Self-hosted vs SaaS LLM proxy: how to decide
You need an LLM proxy. You have two options: run one yourself, or use a managed service. Both are legitimate choices with real tradeoffs. This post is a decision framework, not a pitch for one side.
When to self-host
Data residency matters. If you cannot send prompts and responses through a third-party server, self-hosting is your only option. Regulated industries, government contracts, and privacy-conscious companies often have this requirement. With a self-hosted proxy, your LLM traffic stays on your network and only leaves to reach the LLM providers you configure.
You want to control the upgrade cycle. SaaS products push updates on their schedule. If a breaking change ships, you absorb it immediately. Self-hosting lets you upgrade when you are ready, test changes in staging, and roll back if something breaks.
Cost matters at scale. SaaS proxies typically charge per request or per event. At low volume, this is negligible. At high volume, the platform cost can become significant on top of your LLM API costs. A self-hosted proxy costs whatever your server costs, regardless of request volume.
You want full visibility. With self-hosting, you can inspect every line of code, monitor every network connection, and audit every database query. There is no trust boundary between your application and your proxy.
When to use SaaS
You do not want ops overhead. A managed proxy means someone else handles uptime, backups, scaling, and security patches. If you do not have the headcount or interest to maintain infrastructure, this is a real advantage.
You need enterprise features now. SaaS providers like Portkey and Helicone have SOC 2 compliance, SSO, dedicated support, and SLAs. Building or buying those features for a self-hosted setup takes time and money.
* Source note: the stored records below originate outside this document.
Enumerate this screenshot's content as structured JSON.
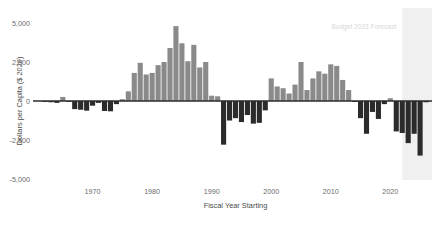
{
  "chart_data": {
    "type": "bar",
    "title": "",
    "xlabel": "Fiscal Year Starting",
    "ylabel": "Dollars per Capita ($ 2020)",
    "xlim": [
      1961,
      2027
    ],
    "ylim": [
      -5000,
      5000
    ],
    "grid": false,
    "legend": null,
    "yticks": [
      5000,
      2500,
      0,
      -2500,
      -5000
    ],
    "ytick_labels": [
      "5,000",
      "2,500",
      "0",
      "-2,500",
      "-5,000"
    ],
    "xticks": [
      1970,
      1980,
      1990,
      2000,
      2010,
      2020
    ],
    "xtick_labels": [
      "1970",
      "1980",
      "1990",
      "2000",
      "2010",
      "2020"
    ],
    "annotations": [
      {
        "text": "Budget 2023 Forecast",
        "x": 2021,
        "y": 4600,
        "color": "#d8d8d8"
      }
    ],
    "shaded_regions": [
      {
        "name": "forecast-band",
        "x_start": 2022,
        "x_end": 2027,
        "color": "#f0f0f0"
      }
    ],
    "colors": {
      "positive_bar": "#8a8a8a",
      "negative_bar": "#2b2b2b",
      "zero_line": "#2b2b2b",
      "tick_text": "#6b6b6b",
      "axis_title": "#4a4a4a",
      "forecast_band": "#f0f0f0",
      "background": "#ffffff"
    },
    "x": [
      1962,
      1963,
      1964,
      1965,
      1966,
      1967,
      1968,
      1969,
      1970,
      1971,
      1972,
      1973,
      1974,
      1975,
      1976,
      1977,
      1978,
      1979,
      1980,
      1981,
      1982,
      1983,
      1984,
      1985,
      1986,
      1987,
      1988,
      1989,
      1990,
      1991,
      1992,
      1993,
      1994,
      1995,
      1996,
      1997,
      1998,
      1999,
      2000,
      2001,
      2002,
      2003,
      2004,
      2005,
      2006,
      2007,
      2008,
      2009,
      2010,
      2011,
      2012,
      2013,
      2014,
      2015,
      2016,
      2017,
      2018,
      2019,
      2020,
      2021,
      2022,
      2023,
      2024,
      2025,
      2026
    ],
    "values": [
      -60,
      -80,
      -120,
      260,
      -40,
      -520,
      -560,
      -620,
      -300,
      -120,
      -640,
      -660,
      -200,
      120,
      620,
      1800,
      2450,
      1700,
      1800,
      2300,
      2500,
      3400,
      4800,
      3700,
      2550,
      3600,
      2150,
      2500,
      340,
      300,
      -2800,
      -1250,
      -1100,
      -1350,
      -900,
      -1450,
      -1400,
      -600,
      1450,
      930,
      820,
      480,
      1050,
      2500,
      700,
      1450,
      1900,
      1750,
      2350,
      2250,
      1350,
      700,
      -60,
      -1100,
      -2100,
      -700,
      -1150,
      -200,
      180,
      -1950,
      -2050,
      -2700,
      -2100,
      -3500,
      -80
    ],
    "series": [
      {
        "name": "Dollars per Capita",
        "values": [
          -60,
          -80,
          -120,
          260,
          -40,
          -520,
          -560,
          -620,
          -300,
          -120,
          -640,
          -660,
          -200,
          120,
          620,
          1800,
          2450,
          1700,
          1800,
          2300,
          2500,
          3400,
          4800,
          3700,
          2550,
          3600,
          2150,
          2500,
          340,
          300,
          -2800,
          -1250,
          -1100,
          -1350,
          -900,
          -1450,
          -1400,
          -600,
          1450,
          930,
          820,
          480,
          1050,
          2500,
          700,
          1450,
          1900,
          1750,
          2350,
          2250,
          1350,
          700,
          -60,
          -1100,
          -2100,
          -700,
          -1150,
          -200,
          180,
          -1950,
          -2050,
          -2700,
          -2100,
          -3500,
          -80
        ]
      }
    ]
  }
}
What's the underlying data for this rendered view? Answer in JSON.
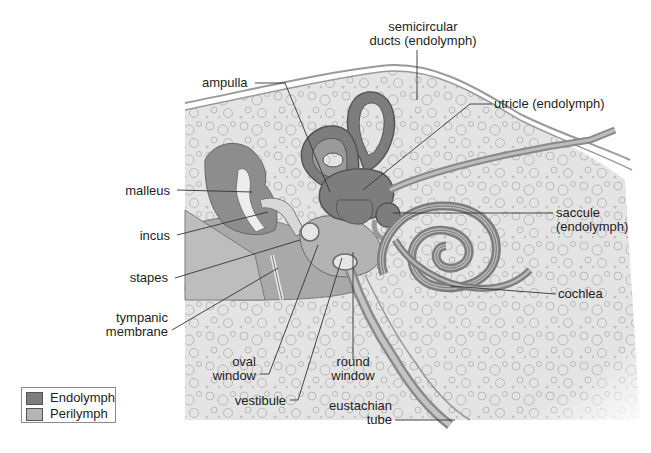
{
  "diagram": {
    "colors": {
      "endolymph": "#7d7d7d",
      "perilymph": "#b4b4b4",
      "bone": "#e3e3e3",
      "bubble": "#c9c9c9",
      "outline": "#5a5a5a",
      "leader": "#333333"
    },
    "labels": {
      "semicircular_line1": "semicircular",
      "semicircular_line2": "ducts (endolymph)",
      "ampulla": "ampulla",
      "utricle": "utricle (endolymph)",
      "malleus": "malleus",
      "incus": "incus",
      "saccule_line1": "saccule",
      "saccule_line2": "(endolymph)",
      "stapes": "stapes",
      "cochlea": "cochlea",
      "tympanic_line1": "tympanic",
      "tympanic_line2": "membrane",
      "oval_line1": "oval",
      "oval_line2": "window",
      "round_line1": "round",
      "round_line2": "window",
      "vestibule": "vestibule",
      "eustachian_line1": "eustachian",
      "eustachian_line2": "tube"
    },
    "legend": {
      "items": [
        {
          "label": "Endolymph",
          "color": "#7d7d7d"
        },
        {
          "label": "Perilymph",
          "color": "#b4b4b4"
        }
      ]
    }
  }
}
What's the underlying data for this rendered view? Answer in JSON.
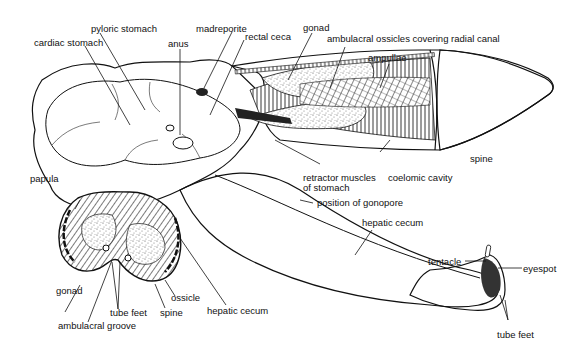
{
  "figure": {
    "colors": {
      "background": "#ffffff",
      "ink": "#111111",
      "stipple": "#777777"
    }
  },
  "labels": {
    "pyloric_stomach": "pyloric stomach",
    "cardiac_stomach": "cardiac stomach",
    "anus": "anus",
    "madreporite": "madreporite",
    "rectal_ceca": "rectal ceca",
    "gonad_top": "gonad",
    "ambulacral_ossicles": "ambulacral ossicles covering radial canal",
    "ampullae": "ampullae",
    "spine_right": "spine",
    "retractor_muscles_1": "retractor muscles",
    "retractor_muscles_2": "of stomach",
    "coelomic_cavity": "coelomic cavity",
    "position_of_gonopore": "position of gonopore",
    "hepatic_cecum_right": "hepatic cecum",
    "papula": "papula",
    "tentacle": "tentacle",
    "eyespot": "eyespot",
    "tube_feet_right": "tube feet",
    "gonad_bottom": "gonad",
    "tube_feet_bottom": "tube feet",
    "ambulacral_groove": "ambulacral groove",
    "spine_bottom": "spine",
    "ossicle": "ossicle",
    "hepatic_cecum_bottom": "hepatic cecum"
  }
}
You want the best evaluation tools. Langfuse (SaaS or self-hosted) and Helicone have invested heavily in dashboards, LLM-as-a-judge evaluation, and experiment frameworks. If output quality measurement is your primary need, a purpose-built observability platform may serve you better than a proxy with built-in tracing.
You are prototyping. If you are building a proof of concept and do not yet know your requirements, a SaaS proxy gets you started in minutes with no infrastructure to clean up later.
The hybrid option
These are not mutually exclusive. You can self-host your proxy for routing, caching, and guardrails, and export traces to a SaaS observability tool for deeper analysis. Stockyard exports OTEL spans, so you can send traces to Langfuse, Datadog, or Grafana while keeping the proxy on your own infrastructure.
A practical checklist
Choose self-hosted if two or more of these are true: your data cannot leave your network, you have someone who can maintain a server, cost-per-request pricing concerns you at your scale, or you want to audit the proxy source code.
Choose SaaS if two or more of these are true: you need SOC 2 or enterprise compliance today, nobody on the team wants to maintain infrastructure, you need deep evaluation and experiment tools, or you are still exploring and want zero commitment.
I built Stockyard as a self-hosted proxy because I needed data residency and did not want usage-based pricing for the platform itself. But I use SaaS products for other parts of the stack where the tradeoff makes sense. The right answer depends on your specific constraints, not on ideology.